This is the first of a two-part series examining the issue and controversy over the age question and President Biden. This is an excerpt from Hutchinson's Forthcoming book Is Biden Really Too Old? -The Politics of Age and Ageism in America (Middle Passage Press).
In April 2023, President Joe Biden announced that he would run for a second term in the Oval Office. Practically in the next breath, he tried to take the inevitable age question off the table. He was blunt, "age doesn't register with me."
"They're going to see a race, and they're going to judge whether or not I have it or don't have it." He meant of course the voters. He continued, "I respect them taking a hard look at it. I'd take a hard look at it as well. I took a hard look at it before I decided to run."
Biden well knew it would take more than his perfunctory dismissal of age as an issue in the campaign to make it go away. In November 2023, it was plopped back on the table by a seemingly unlikely source. That was former President Obama's key advisor, David Axelrod, and a Democratic Party stalwart.
He caused a minor stir when he told an interviewer, "I think he has a 50-50 shot here, but no better than that, maybe a little worse. He thinks he can cheat nature here and it's really risky." Axelrod's slap at Biden on the age issue drew a mix of criticism and agreement from a lot of Democrats.
Biden did not comment. However, there was little doubt that he was mindful of Axelrod and the repeated knocks of other Democrats
about his age. Yet, it was something that others worried about, but he wasn't one of them. Close friends all agreed that he felt that if he were fit and healthy, he would continue to be politically active.
Biden though took no chances. In February 2023, he voluntarily released a medical report from November 2021 almost one year into his term that judged him as "healthy" and "vigorous" and said he was "fit to successfully execute the duties of the Presidency." The report was updated to February 2023. It found no change in his health and fitness.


* [WHAT TO DO]
Omit all pictures. Quote only the lines from the one with "Image resolution: width=542" through the end of the material below.

* [EXTRACTED DATA]
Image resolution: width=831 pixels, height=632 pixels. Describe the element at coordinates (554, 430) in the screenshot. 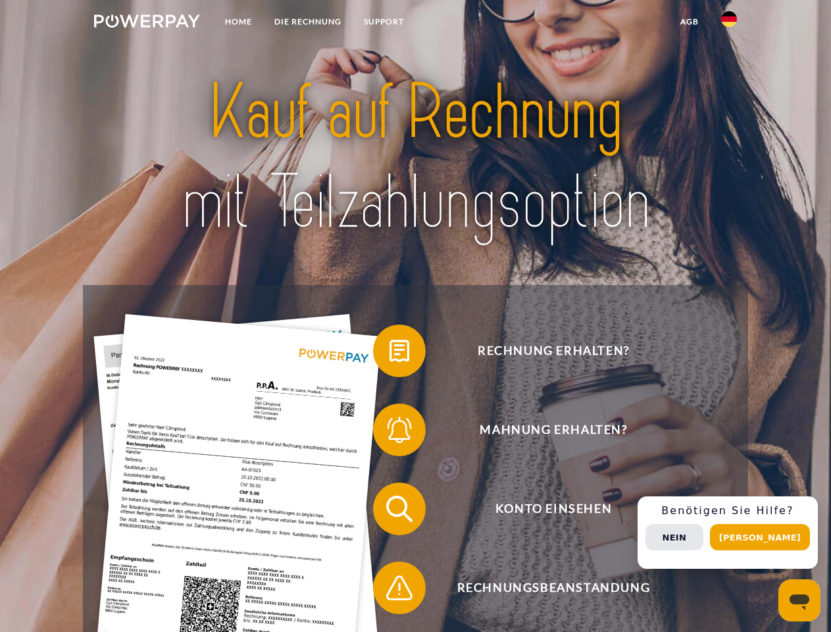

I see `span: Mahnung erhalten?` at that location.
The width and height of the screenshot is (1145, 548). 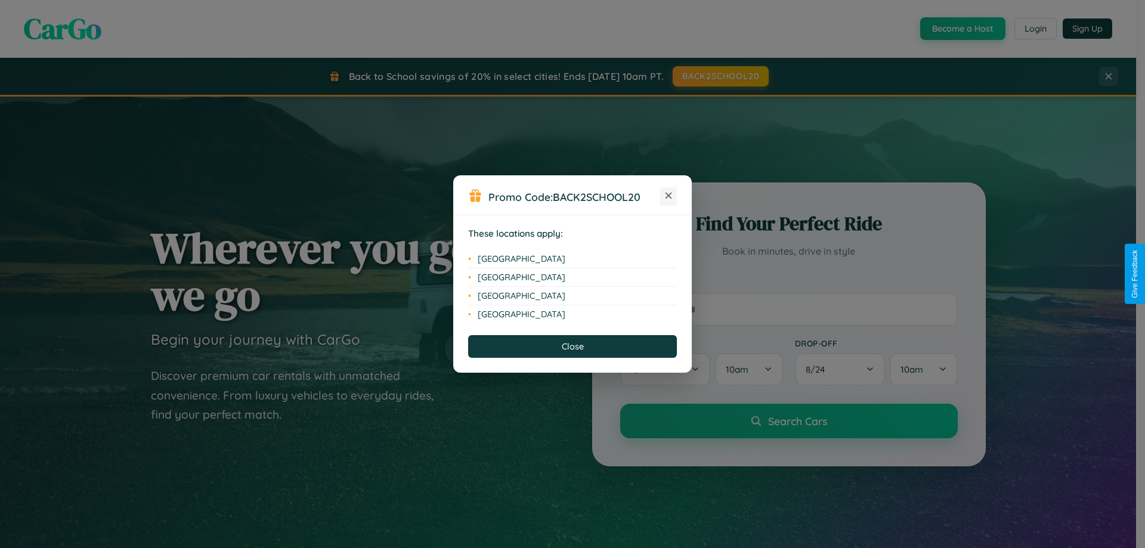 What do you see at coordinates (515, 233) in the screenshot?
I see `strong: These locations apply:` at bounding box center [515, 233].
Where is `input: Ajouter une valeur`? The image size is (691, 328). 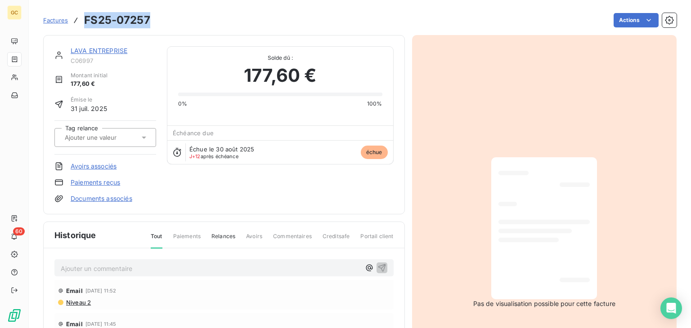
input: Ajouter une valeur is located at coordinates (109, 138).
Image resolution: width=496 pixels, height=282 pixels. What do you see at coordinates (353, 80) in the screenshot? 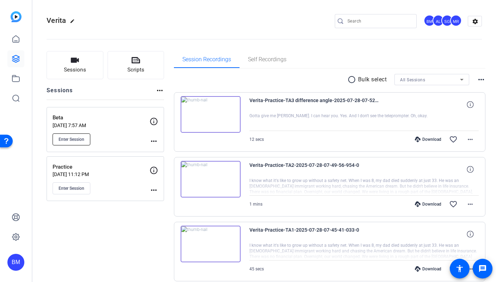
I see `mat-icon: radio_button_unchecked` at bounding box center [353, 80].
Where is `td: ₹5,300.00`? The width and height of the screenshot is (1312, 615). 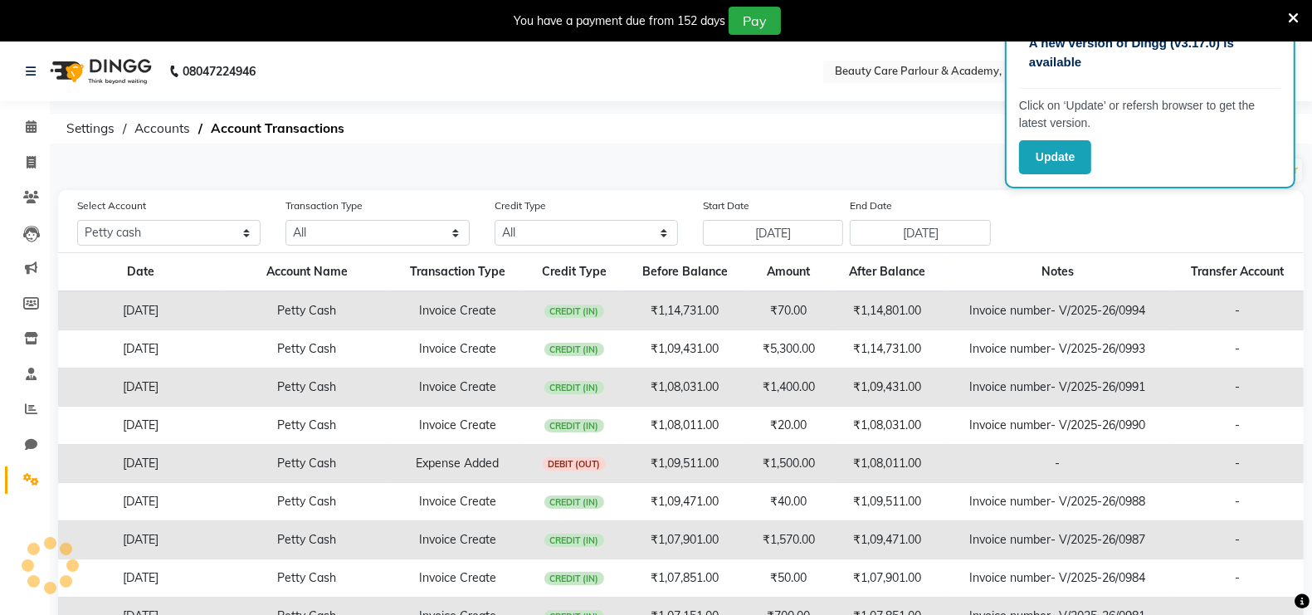 td: ₹5,300.00 is located at coordinates (789, 349).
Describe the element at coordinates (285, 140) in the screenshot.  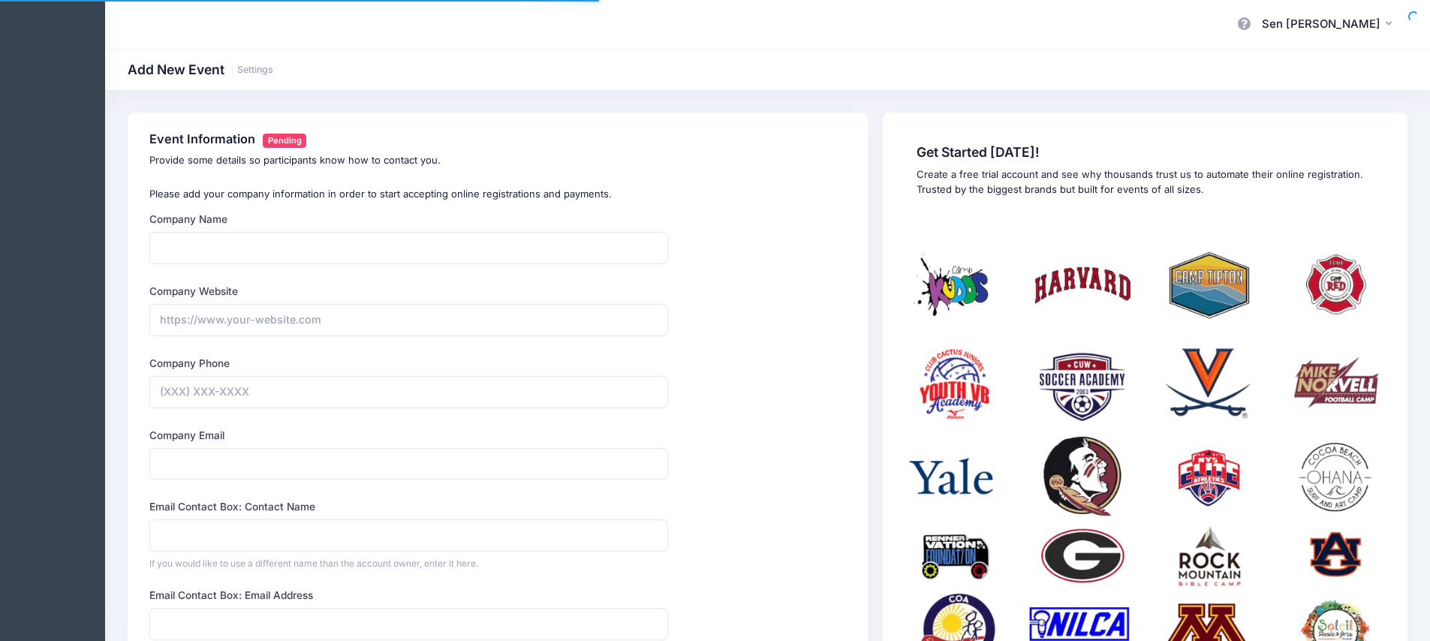
I see `span: Pending` at that location.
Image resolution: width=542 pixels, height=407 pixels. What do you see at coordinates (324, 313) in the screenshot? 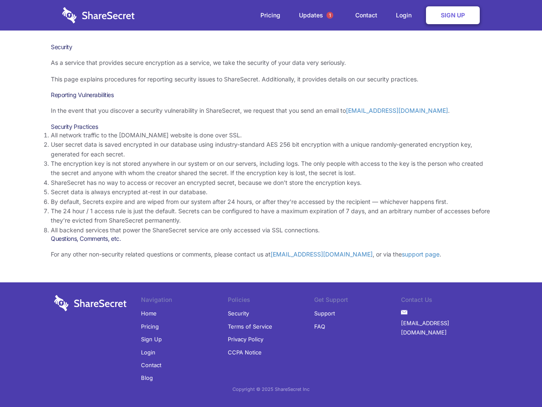
I see `a: Support` at bounding box center [324, 313].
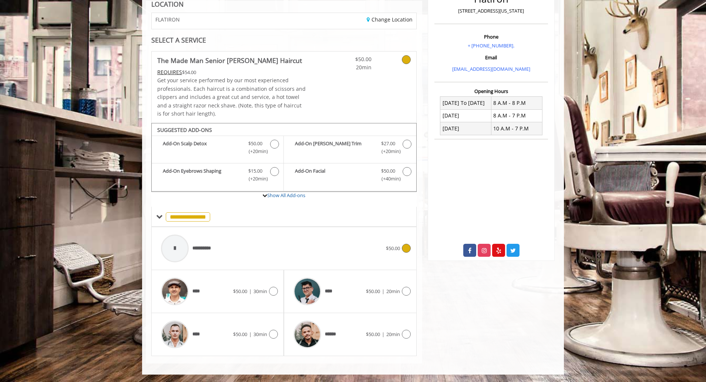 This screenshot has width=706, height=382. I want to click on div: SELECT A SERVICE, so click(284, 40).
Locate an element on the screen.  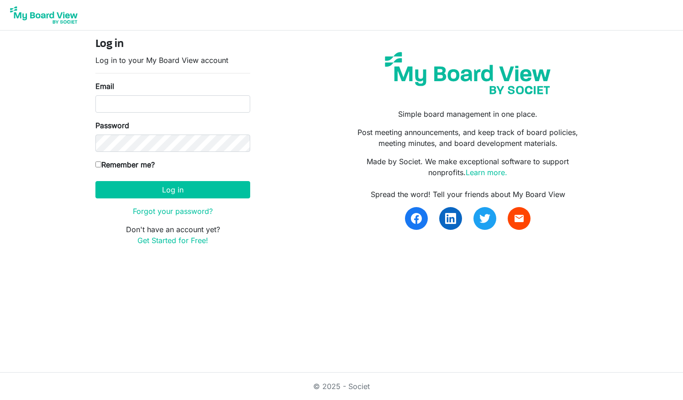
p: Post meeting announcements, and keep track of board policies, meeting minutes, and board developm... is located at coordinates (468, 138).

* [WRITTEN ANSWER]
Image resolution: width=542 pixels, height=407 pixels. What do you see at coordinates (324, 313) in the screenshot? 
I see `a: Support` at bounding box center [324, 313].
 This screenshot has width=706, height=382. I want to click on div: SELECT A SERVICE, so click(284, 40).
Locate an element on the screen.  
p: Post meeting announcements, and keep track of board policies, meeting minutes, and board developm... is located at coordinates (468, 138).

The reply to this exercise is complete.